11.30.2006

sizzlin' cecily

I'm going to be obnoxious again and direct you to my other blog. You can see images and read explanations of what I made (to sell, but didn't, sadly) for the reception we held last night.


Okay, now that that's out of the way...I would post those kinds of images here, but since I do have a whole 'nother website and blog devoted to this particular project, I figured I'd be consistent. Now that the show has been officially received (postcards printed and multiples made) I can shift gears and finish a couple of other projects before my review board on December 13th. I'm actually feeling fairly ready in terms of production. I have a few things I'd like to work on a bit more, but mostly, I'll spend much of the next two weeks just thinking about what I've done and how I'd like my board to go, next semester being my last before thesis pressure kicks in. I've got some ideas for what my thesis show will look like (and a super idea for a title, oddly) and I'm feeling like I had a pretty successful semester, but I've still got a lot of work to do to get there.

I haven't blogged much this semester - only eight or nine posts, about a third of which seem to have been largely devoted to television. But I did have a very blogworthy afternoon on Tuesday. As part of a painting seminar I'm in, we were invited to attend an intimate gallery walkthrough over at the MFA with Cecily Brown. She has a mid-career retrospective up right now, originally organized by the Des Moines Art Center. As we walked through, I definitely got the sense that these kinds of retrospective shows are as much for the artists as they are for the public, students, critics, etc., that make up the art-consuming part of the world. She seemed excited to see her work in the space, older paintings next to more recent work, themes recurring and evolving over time, creating all sorts of possibilities for years and years of future work. It was incredibly inspiring and energizing.

I'm a fan of her work, but I have to admit I was apprehensive about meeting her in person. I guess I've never met a famous artist before (although I heard a couple of my faves speak last year, including Ed Ruscha and Kara Walker...but that's different) but I thought it might be like the often disappointing encounters I've heard folks describe after meeting a famous actor. If anything, meeting the extremely engaging artist in person only increased my respect and admiration for her work (and work ethic). I remember being introduced to her paintings as an undergrad, after her first solo show in New York, when these hot young things from London (Jenny Seville's another one) were painting up a storm, a decade or so after painting had been declared dead for the umpteenth time, when everyone else was still gaga for installation and video art, and at a time when I was just getting serious about this stuff, dabbling in a little figure painting myself. So to be able to meet her and hear her talk about her work was definitely a high moment in my academic/art career thus far.

Of course, I think some paintings are better than others. I'm not completely convinced by the more recent, much smaller paintings. I tend to favor the larger works, but I appreciate her reasons for working on a bunch of smaller images. And the question I was too embarassed to ask had a little to do with what she grazed over a number of times in her talk, using animals instead of people in earlier paintings to avoid gender issues, for example. Pretty much everything I read about her brings up her insistent denial that she's taking up a feminist brush, with so many of her resources and inspirations coming from old master paintings and the male-dominated post WWII abstract expressionist tradition. What's most important to her is painting, not that she's a woman painting these kinds of images in this way. And I respect her priorities, but I also think the art world has changed over the last six or seven years (along with the overall political climate) since she first started showing, and that we've become a little lazy when it comes to feminist issues. Undergrads are getting curious about the f-word when older grad students bring it up in critiques. In other words, the younger students don't seem to have a clue about the various waves of the feminist movement (not that I have any idea which wave we're currently in) and its relationship to and effect on visual culture in general. And I think that's kinda scary. So part of me wishes artists like Cecily Brown would take up a feminist brush (or camera, or squeegee, or whatever). It's tricky, that's for sure.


» Work request
Write the data out again exactly, with no pictures.

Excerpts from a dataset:
========
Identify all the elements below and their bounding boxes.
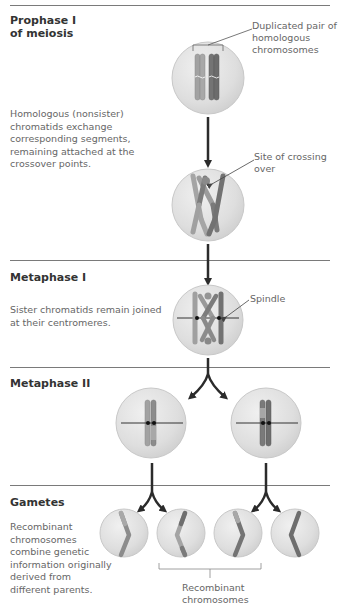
prophase-heading-line1: Prophase I [10,14,76,27]
label-line: homologous [252,32,337,44]
split-arrows-gametes [140,463,278,510]
description-line: information originally [10,559,112,572]
gametes-description: Recombinant chromosomes combine genetic … [10,521,112,596]
leader-line-duplicated-pair [208,29,252,45]
description-line: Sister chromatids remain joined [10,304,162,317]
description-line: Recombinant [10,521,112,534]
metaphase2-heading: Metaphase II [10,377,90,390]
label-duplicated-pair: Duplicated pair of homologous chromosome… [252,20,337,56]
description-line: combine genetic [10,546,112,559]
gamete-cell-2 [157,509,205,557]
description-line: at their centromeres. [10,317,162,330]
label-line: Duplicated pair of [252,20,337,32]
description-line: crossover points. [10,158,134,171]
metaphase2-cell-left [116,388,186,458]
description-line: corresponding segments, [10,133,134,146]
crossing-over-cell [172,160,254,241]
description-line: chromosomes [10,534,112,547]
prophase-heading: Prophase I of meiosis [10,14,76,40]
metaphase1-heading: Metaphase I [10,271,86,284]
meiosis-crossing-over-diagram: Prophase I of meiosis Duplicated pair of… [0,0,344,615]
centromere-left [195,316,199,320]
metaphase1-cell [173,285,249,355]
recombinant-bracket [159,563,261,578]
label-recombinant-chromosomes: Recombinant chromosomes [182,582,249,606]
description-line: derived from [10,571,112,584]
metaphase1-description: Sister chromatids remain joined at their… [10,304,162,329]
label-line: Recombinant [182,582,249,594]
prophase-description: Homologous (nonsister) chromatids exchan… [10,108,134,171]
label-line: chromosomes [182,594,249,606]
gametes-heading: Gametes [10,496,65,509]
description-line: different parents. [10,584,112,597]
label-line: chromosomes [252,44,337,56]
description-line: remaining attached at the [10,146,134,159]
description-line: Homologous (nonsister) [10,108,134,121]
prophase-cell [172,29,252,114]
prophase-heading-line2: of meiosis [10,27,76,40]
centromere-right [217,316,221,320]
description-line: chromatids exchange [10,121,134,134]
label-crossing-over: Site of crossing over [254,151,344,175]
gamete-cell-3 [214,509,262,557]
split-arrow-metaphase2 [191,358,225,397]
label-spindle: Spindle [250,293,285,305]
cell-membrane [172,42,244,114]
gamete-cell-4 [271,509,319,557]
metaphase2-cell-right [231,388,301,458]
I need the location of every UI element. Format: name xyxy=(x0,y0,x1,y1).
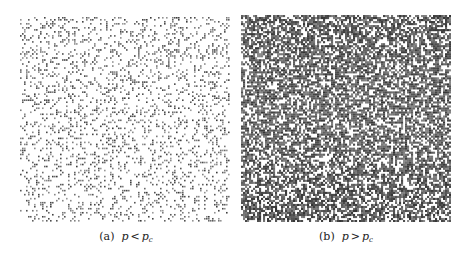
caption-a-relation: < xyxy=(131,230,140,243)
caption-a-label: (a) xyxy=(99,230,114,243)
caption-a-threshold-sub: c xyxy=(149,236,153,244)
caption-b-label: (b) xyxy=(319,230,335,243)
caption-a-variable: p xyxy=(121,230,128,243)
caption-b-threshold-sub: c xyxy=(369,236,373,244)
caption-b-variable: p xyxy=(342,230,349,243)
percolation-lattice-b xyxy=(241,15,451,222)
percolation-lattice-a xyxy=(20,17,230,222)
lattice-panel-supercritical xyxy=(241,15,451,222)
caption-a: (a)p<pc xyxy=(99,230,152,247)
caption-b-threshold: p xyxy=(362,230,369,243)
caption-b: (b)p>pc xyxy=(319,230,373,247)
lattice-panel-subcritical xyxy=(20,17,230,222)
caption-b-relation: > xyxy=(351,230,360,243)
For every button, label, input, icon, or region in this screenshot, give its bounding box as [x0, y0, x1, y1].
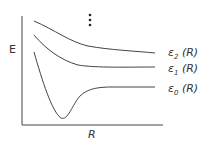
curve-epsilon-2 — [34, 21, 155, 53]
subscript: 1 — [174, 69, 178, 77]
ellipsis-dot — [89, 14, 92, 17]
subscript: 2 — [174, 53, 178, 61]
x-axis-label: R — [88, 128, 96, 141]
arg: (R) — [182, 82, 198, 95]
label-epsilon-0: ε0 (R) — [168, 82, 198, 97]
arg: (R) — [182, 62, 198, 75]
label-epsilon-2: ε2 (R) — [168, 46, 198, 61]
label-epsilon-1: ε1 (R) — [168, 62, 198, 77]
ellipsis-dot — [89, 19, 92, 22]
arg: (R) — [182, 46, 198, 59]
curve-epsilon-0 — [34, 52, 155, 118]
subscript: 0 — [174, 89, 178, 97]
ellipsis-dot — [89, 24, 92, 27]
y-axis-label: E — [9, 43, 16, 56]
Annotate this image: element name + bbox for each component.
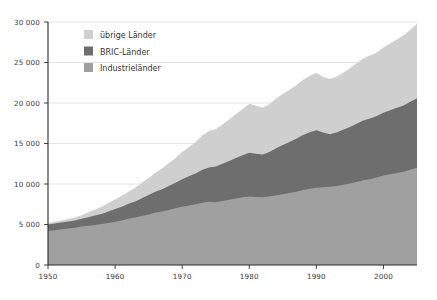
========
» Worked solution
Identify all the elements below and their bounding boxes.
prophase-heading-line1: Prophase I [10,14,76,27]
label-line: homologous [252,32,337,44]
split-arrows-gametes [140,463,278,510]
description-line: information originally [10,559,112,572]
gametes-description: Recombinant chromosomes combine genetic … [10,521,112,596]
leader-line-duplicated-pair [208,29,252,45]
description-line: Sister chromatids remain joined [10,304,162,317]
description-line: Recombinant [10,521,112,534]
metaphase2-heading: Metaphase II [10,377,90,390]
label-duplicated-pair: Duplicated pair of homologous chromosome… [252,20,337,56]
description-line: combine genetic [10,546,112,559]
gamete-cell-2 [157,509,205,557]
description-line: at their centromeres. [10,317,162,330]
label-line: Duplicated pair of [252,20,337,32]
description-line: crossover points. [10,158,134,171]
metaphase2-cell-left [116,388,186,458]
description-line: corresponding segments, [10,133,134,146]
crossing-over-cell [172,160,254,241]
description-line: chromosomes [10,534,112,547]
prophase-heading: Prophase I of meiosis [10,14,76,40]
metaphase1-heading: Metaphase I [10,271,86,284]
meiosis-crossing-over-diagram: Prophase I of meiosis Duplicated pair of… [0,0,344,615]
centromere-left [195,316,199,320]
metaphase1-cell [173,285,249,355]
recombinant-bracket [159,563,261,578]
label-recombinant-chromosomes: Recombinant chromosomes [182,582,249,606]
description-line: derived from [10,571,112,584]
metaphase1-description: Sister chromatids remain joined at their… [10,304,162,329]
label-line: Recombinant [182,582,249,594]
prophase-description: Homologous (nonsister) chromatids exchan… [10,108,134,171]
label-line: chromosomes [182,594,249,606]
gametes-heading: Gametes [10,496,65,509]
description-line: different parents. [10,584,112,597]
label-line: chromosomes [252,44,337,56]
description-line: remaining attached at the [10,146,134,159]
description-line: Homologous (nonsister) [10,108,134,121]
prophase-cell [172,29,252,114]
prophase-heading-line2: of meiosis [10,27,76,40]
centromere-right [217,316,221,320]
description-line: chromatids exchange [10,121,134,134]
label-crossing-over: Site of crossing over [254,151,344,175]
gamete-cell-3 [214,509,262,557]
split-arrow-metaphase2 [191,358,225,397]
label-spindle: Spindle [250,293,285,305]
cell-membrane [172,42,244,114]
gamete-cell-4 [271,509,319,557]
metaphase2-cell-right [231,388,301,458]
I need the location of every UI element. Format: name xyxy=(x0,y0,x1,y1).
caption-a-relation: < xyxy=(131,230,140,243)
caption-a-label: (a) xyxy=(99,230,114,243)
caption-a-threshold-sub: c xyxy=(149,236,153,244)
caption-b-label: (b) xyxy=(319,230,335,243)
caption-a-variable: p xyxy=(121,230,128,243)
caption-b-threshold-sub: c xyxy=(369,236,373,244)
caption-b-variable: p xyxy=(342,230,349,243)
percolation-lattice-b xyxy=(241,15,451,222)
percolation-lattice-a xyxy=(20,17,230,222)
lattice-panel-supercritical xyxy=(241,15,451,222)
caption-a: (a)p<pc xyxy=(99,230,152,247)
caption-b-threshold: p xyxy=(362,230,369,243)
caption-b: (b)p>pc xyxy=(319,230,373,247)
lattice-panel-subcritical xyxy=(20,17,230,222)
caption-b-relation: > xyxy=(351,230,360,243)
For every button, label, input, icon, or region in this screenshot, give its bounding box as [x0, y0, x1, y1].
curve-epsilon-2 — [34, 21, 155, 53]
subscript: 1 — [174, 69, 178, 77]
ellipsis-dot — [89, 14, 92, 17]
subscript: 2 — [174, 53, 178, 61]
x-axis-label: R — [88, 128, 96, 141]
arg: (R) — [182, 82, 198, 95]
label-epsilon-0: ε0 (R) — [168, 82, 198, 97]
arg: (R) — [182, 62, 198, 75]
label-epsilon-2: ε2 (R) — [168, 46, 198, 61]
label-epsilon-1: ε1 (R) — [168, 62, 198, 77]
ellipsis-dot — [89, 19, 92, 22]
arg: (R) — [182, 46, 198, 59]
curve-epsilon-0 — [34, 52, 155, 118]
subscript: 0 — [174, 89, 178, 97]
ellipsis-dot — [89, 24, 92, 27]
y-axis-label: E — [9, 43, 16, 56]
Annotate this image: element name + bbox for each component.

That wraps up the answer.